WASHINGTON: According to recently revealed FBI records, Queen Elizabeth II was the target of a possible murder attempt in 1983 while visiting the United States.
Several documents from the Federal Bureau of Investigation about the late Queen’s trips to the US have been made public.
They demonstrate how the FBI was concerned about IRA threats while assisting in securing the monarch’s safety throughout her travels.
A San Francisco police officer detected the death threat call, the BBC said.
The file states that a police officer who frequently visited an Irish bar in San Francisco alerted federal investigators to a call from a man he had met there.
The guy allegedly informed the police that he was seeking retribution for his daughter who “had been killed in Northern Ireland by a rubber bullet.”
The threat was made on February 4, 1983, around a month or so before Queen Elizabeth II and Prince Philip’s visit to California.
“He was going to attempt to harm Queen Elizabeth and would do this either by dropping some object off the Golden Gate Bridge onto the Royal Yacht Britannia when it sails underneath, or would attempt to kill Queen Elizabeth when she visited Yosemite National Park,” the document read.
The Secret Service had prepared to “close the walkways on the Golden Gate Bridge as the yacht nears” in reaction to the threat. It is unknown what steps were taken in Yosemite, but the trip nevertheless happened. The FBI released no information about arrests.
Following a Freedom of Information Act request made by US media outlets, the 102-page cache was posted to the Vault, the FBI’s information website, on Monday.
Many of the late Queen’s state trips to the US, such as her trip to the West Coast in 1983, took place during a time of particularly high tension related to the troubles in Northern Ireland.
The records explain how a pilot was issued a summons for flying a light plane over Battery Park while holding a placard that said, “England, Get out of Ireland.”
The records demonstrate how the FBI stayed on high alert for what it believed to be genuine threats against the late Queen.
Lord Mountbatten, her second cousin, was killed in a 1979 IRA explosion off the coast of County Sligo in the Republic of Ireland.
Prior to the late Queen’s visit to Kentucky in 1989, an official FBI letter read: “the possibility of threats against the British Monarchy is ever-present from the Irish Republican Army (IRA)”.
During her lifetime, the late Queen, who owned racehorses, made frequent trips to Kentucky to take in the state’s equestrian events, including the Kentucky Derby.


> What is required
Go through the records and filter out every line lacking the word "boundary"; copy the lines that remain.

Stored items:
=== Begin Enclosure ===

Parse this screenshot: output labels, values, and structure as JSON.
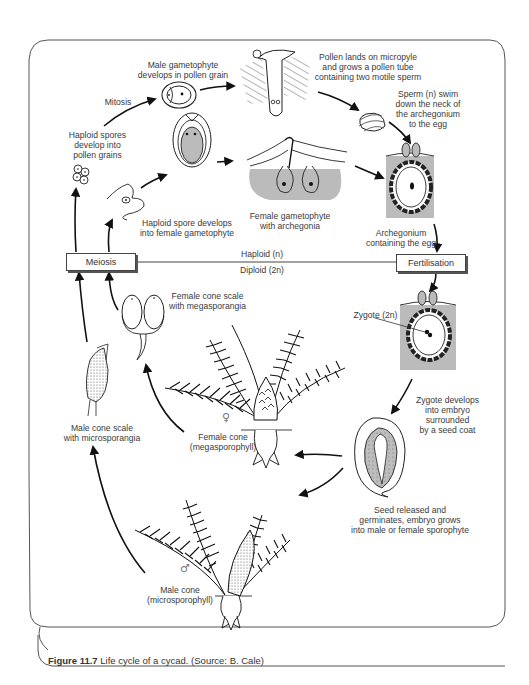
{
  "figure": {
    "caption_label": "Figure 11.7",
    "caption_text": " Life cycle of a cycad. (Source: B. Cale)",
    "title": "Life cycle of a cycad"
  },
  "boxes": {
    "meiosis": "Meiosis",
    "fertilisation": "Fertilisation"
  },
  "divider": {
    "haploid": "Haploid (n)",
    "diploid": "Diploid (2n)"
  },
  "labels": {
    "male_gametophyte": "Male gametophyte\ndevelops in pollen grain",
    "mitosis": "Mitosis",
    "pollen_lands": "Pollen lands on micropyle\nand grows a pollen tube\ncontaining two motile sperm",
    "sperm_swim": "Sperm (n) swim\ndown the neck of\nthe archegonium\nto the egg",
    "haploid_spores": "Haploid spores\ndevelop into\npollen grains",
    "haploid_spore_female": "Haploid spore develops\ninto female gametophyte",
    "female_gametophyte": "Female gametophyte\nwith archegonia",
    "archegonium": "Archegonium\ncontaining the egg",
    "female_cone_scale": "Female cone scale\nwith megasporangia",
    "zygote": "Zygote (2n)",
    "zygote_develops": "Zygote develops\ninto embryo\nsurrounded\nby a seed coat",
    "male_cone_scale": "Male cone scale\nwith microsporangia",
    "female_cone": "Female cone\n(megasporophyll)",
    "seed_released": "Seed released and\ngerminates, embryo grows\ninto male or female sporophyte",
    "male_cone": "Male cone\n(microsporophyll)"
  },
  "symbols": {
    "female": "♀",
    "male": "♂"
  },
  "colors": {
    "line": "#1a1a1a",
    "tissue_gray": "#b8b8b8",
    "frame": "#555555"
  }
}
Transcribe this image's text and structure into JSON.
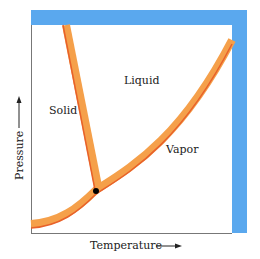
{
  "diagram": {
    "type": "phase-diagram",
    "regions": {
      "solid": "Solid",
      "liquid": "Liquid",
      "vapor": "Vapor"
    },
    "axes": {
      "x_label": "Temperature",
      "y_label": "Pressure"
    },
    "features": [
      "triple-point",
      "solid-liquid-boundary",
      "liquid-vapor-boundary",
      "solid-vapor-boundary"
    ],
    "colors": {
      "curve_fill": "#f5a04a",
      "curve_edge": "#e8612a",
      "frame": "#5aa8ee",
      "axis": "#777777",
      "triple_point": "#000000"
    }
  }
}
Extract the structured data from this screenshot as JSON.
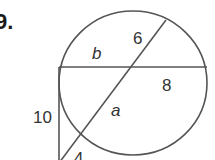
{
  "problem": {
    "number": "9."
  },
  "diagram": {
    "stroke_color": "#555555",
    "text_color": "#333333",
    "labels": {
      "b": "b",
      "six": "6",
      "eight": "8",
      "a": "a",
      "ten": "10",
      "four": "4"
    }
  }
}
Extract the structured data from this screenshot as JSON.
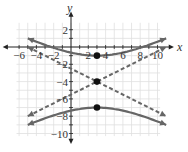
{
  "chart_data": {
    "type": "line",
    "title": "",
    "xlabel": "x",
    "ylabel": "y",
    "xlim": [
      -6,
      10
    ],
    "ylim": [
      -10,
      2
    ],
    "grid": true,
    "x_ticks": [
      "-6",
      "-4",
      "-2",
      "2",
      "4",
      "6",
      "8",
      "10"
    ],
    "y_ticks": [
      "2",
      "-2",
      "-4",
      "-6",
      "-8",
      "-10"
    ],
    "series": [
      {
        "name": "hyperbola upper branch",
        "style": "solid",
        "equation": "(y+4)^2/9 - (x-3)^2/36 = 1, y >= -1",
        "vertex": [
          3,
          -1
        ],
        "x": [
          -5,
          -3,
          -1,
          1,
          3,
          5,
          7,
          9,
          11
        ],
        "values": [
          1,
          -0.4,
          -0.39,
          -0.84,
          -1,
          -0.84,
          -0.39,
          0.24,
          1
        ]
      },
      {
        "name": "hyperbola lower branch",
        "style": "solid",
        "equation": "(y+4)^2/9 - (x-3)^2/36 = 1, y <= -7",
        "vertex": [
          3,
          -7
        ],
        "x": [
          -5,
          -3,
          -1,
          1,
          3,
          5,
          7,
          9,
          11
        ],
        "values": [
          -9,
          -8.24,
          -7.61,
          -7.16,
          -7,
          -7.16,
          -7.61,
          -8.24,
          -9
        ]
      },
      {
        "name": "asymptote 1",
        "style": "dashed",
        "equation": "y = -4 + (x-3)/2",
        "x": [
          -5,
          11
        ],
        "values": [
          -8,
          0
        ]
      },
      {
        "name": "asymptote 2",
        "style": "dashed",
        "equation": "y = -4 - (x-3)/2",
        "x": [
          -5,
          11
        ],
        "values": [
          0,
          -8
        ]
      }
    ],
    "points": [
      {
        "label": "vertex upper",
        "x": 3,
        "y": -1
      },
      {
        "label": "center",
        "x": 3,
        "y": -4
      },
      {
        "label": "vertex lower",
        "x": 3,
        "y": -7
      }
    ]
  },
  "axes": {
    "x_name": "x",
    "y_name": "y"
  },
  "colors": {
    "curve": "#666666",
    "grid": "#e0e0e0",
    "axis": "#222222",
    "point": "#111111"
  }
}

=== End Enclosure ===
=== Begin Enclosure ===

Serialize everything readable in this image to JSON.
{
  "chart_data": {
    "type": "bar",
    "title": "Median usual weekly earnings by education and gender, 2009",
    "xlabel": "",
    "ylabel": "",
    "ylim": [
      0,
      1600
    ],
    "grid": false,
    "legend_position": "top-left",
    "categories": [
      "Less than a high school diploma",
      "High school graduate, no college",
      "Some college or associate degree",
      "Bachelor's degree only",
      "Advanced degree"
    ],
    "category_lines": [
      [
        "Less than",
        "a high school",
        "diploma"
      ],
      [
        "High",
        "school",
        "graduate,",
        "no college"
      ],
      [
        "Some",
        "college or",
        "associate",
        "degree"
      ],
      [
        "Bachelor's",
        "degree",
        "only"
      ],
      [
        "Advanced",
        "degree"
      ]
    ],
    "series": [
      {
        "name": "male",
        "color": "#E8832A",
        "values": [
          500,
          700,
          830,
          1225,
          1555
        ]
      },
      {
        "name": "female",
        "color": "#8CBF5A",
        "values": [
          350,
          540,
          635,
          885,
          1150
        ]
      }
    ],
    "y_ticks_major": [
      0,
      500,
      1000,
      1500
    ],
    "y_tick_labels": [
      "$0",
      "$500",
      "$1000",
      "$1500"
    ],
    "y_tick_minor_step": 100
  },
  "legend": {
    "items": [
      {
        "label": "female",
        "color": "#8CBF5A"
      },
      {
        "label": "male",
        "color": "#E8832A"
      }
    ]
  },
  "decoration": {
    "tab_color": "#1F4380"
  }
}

=== End Enclosure ===

> Task answer
      "solid-liquid-boundary",
      "liquid-vapor-boundary",
      "solid-vapor-boundary"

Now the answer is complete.